Tuesday, July 14, 2009

As David Crosby Said, Everybody’s Been Burned



Brad Pitt discourses on raw intelligence.


How do you find an antidote to the heart-wrenching bleakness tinged with just a little bit of hope in the Coen Brothers' Oscar-winning masterpiece No Country For Old Men? If you're Joel and Ethan Coen themselves, you do it by simultaneously writing and pre-producing a madcap, nonsensical screwball farce. Burn After Reading (2008) might be their most absurd movie yet. And it is the overwhelming absurdity which made me, while enjoying it, not like it as much as Country, Fargo, Lebowski, or Raising Arizona. Their other films featured protagonists you could relate to or a dose of the heart-warming, as the finale of Arizona included. In Burn After Reading, except for Richard Jenkins's sweetly hopeless Ted, the main characters are either mean-spirited (the Coxes) or plain stupid (everyone else). The laughs come from the premise that a few bits of misinterpreted information result in death, desolation, and complexities far out of proportion to what they are based around to the point where not even the CIA understands what's going on. It does make you think how much in history which had terrible consequences for all involved came about because one person misunderstood one thing, but it's a dark premise for so much comedy, and the humor itself is based around how self-centered and oblivious everyone is. All existence is absurd and means little in this universe. Ultimately, the laughter is tearfully painful as the Coens make us consider our own limitations, how we respond to the unknown and how we put our desires ahead of all else.


But it's good. There is a usual top-flight cast, with Frances McDormand, in her seventh appearance for her husband and brother-in-law, standing out as the most hopeless (and of course ultimately successful) character (Linda, whose obsession with her body blinds her to the happiness she has right now and who will go on to cause three deaths) and John Malkovich riffing on his usually creepiness as the embittered CIA agent. And the comedy, though bitter, comes fast and furious in Tilda Swinton's bedside manner, George Clooney's home-improvement project, Jenkins's tale of his time as a Greek Orthodox priest, Carter Burwell's over-the-top Hitchcock/Herrmann score (to think two months later millions of girls were swooning to his Twilight music), Coming Up Daisy, and every minute Brad Pitt is on the screen as Chad Feldheimer. Once again, Pitt shows how sad it is that this brilliant character actor was born in a matinee idol's body. I'm going to be using "Numbers, and dates, and numbers, and numbers…and dates, raw intelligence shit!" for a long, long time.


What is needed: Please say how many lines in the entries below hold the string "live", with no other words.

Figure record listings:
::::::::::
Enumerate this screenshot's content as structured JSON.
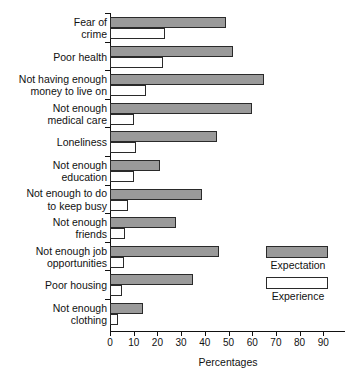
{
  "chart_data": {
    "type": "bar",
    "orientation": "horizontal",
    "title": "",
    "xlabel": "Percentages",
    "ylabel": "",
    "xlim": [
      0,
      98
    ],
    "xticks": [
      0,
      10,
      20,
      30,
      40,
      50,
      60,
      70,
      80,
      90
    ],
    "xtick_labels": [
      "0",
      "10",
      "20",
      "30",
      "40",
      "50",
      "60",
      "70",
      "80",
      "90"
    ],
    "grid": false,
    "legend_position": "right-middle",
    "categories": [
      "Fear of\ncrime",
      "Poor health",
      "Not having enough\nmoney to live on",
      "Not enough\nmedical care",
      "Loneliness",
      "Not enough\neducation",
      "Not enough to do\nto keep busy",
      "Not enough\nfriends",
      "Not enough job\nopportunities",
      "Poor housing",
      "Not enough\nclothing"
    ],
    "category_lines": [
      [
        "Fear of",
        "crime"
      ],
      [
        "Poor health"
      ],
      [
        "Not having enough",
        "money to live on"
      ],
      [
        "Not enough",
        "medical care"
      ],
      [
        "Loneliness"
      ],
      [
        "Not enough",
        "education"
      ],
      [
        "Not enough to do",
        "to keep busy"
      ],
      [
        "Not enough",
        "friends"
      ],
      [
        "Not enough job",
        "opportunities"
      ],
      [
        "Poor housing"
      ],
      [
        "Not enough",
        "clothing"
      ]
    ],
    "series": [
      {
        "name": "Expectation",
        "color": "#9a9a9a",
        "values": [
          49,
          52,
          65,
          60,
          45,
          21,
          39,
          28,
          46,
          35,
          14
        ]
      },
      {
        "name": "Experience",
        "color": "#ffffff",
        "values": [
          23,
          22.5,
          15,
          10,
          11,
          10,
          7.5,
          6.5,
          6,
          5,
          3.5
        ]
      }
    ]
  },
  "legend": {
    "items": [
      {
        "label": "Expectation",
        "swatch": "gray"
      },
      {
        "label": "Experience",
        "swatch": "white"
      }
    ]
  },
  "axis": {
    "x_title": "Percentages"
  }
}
::::::::::
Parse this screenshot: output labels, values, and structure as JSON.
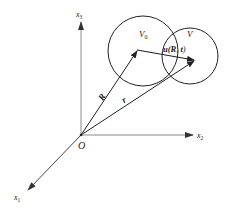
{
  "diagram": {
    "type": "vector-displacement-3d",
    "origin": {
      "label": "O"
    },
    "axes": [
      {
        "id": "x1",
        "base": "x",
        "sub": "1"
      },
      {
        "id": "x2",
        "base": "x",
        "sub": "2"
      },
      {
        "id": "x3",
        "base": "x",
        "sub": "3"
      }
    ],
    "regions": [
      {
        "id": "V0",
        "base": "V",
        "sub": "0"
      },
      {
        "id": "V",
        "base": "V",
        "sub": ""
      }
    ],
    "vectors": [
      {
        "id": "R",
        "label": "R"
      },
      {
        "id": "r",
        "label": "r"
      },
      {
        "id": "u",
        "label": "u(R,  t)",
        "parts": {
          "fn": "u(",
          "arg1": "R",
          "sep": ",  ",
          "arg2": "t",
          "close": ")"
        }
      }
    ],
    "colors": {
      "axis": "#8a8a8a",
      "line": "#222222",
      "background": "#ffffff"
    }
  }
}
::::::::::
Response: 2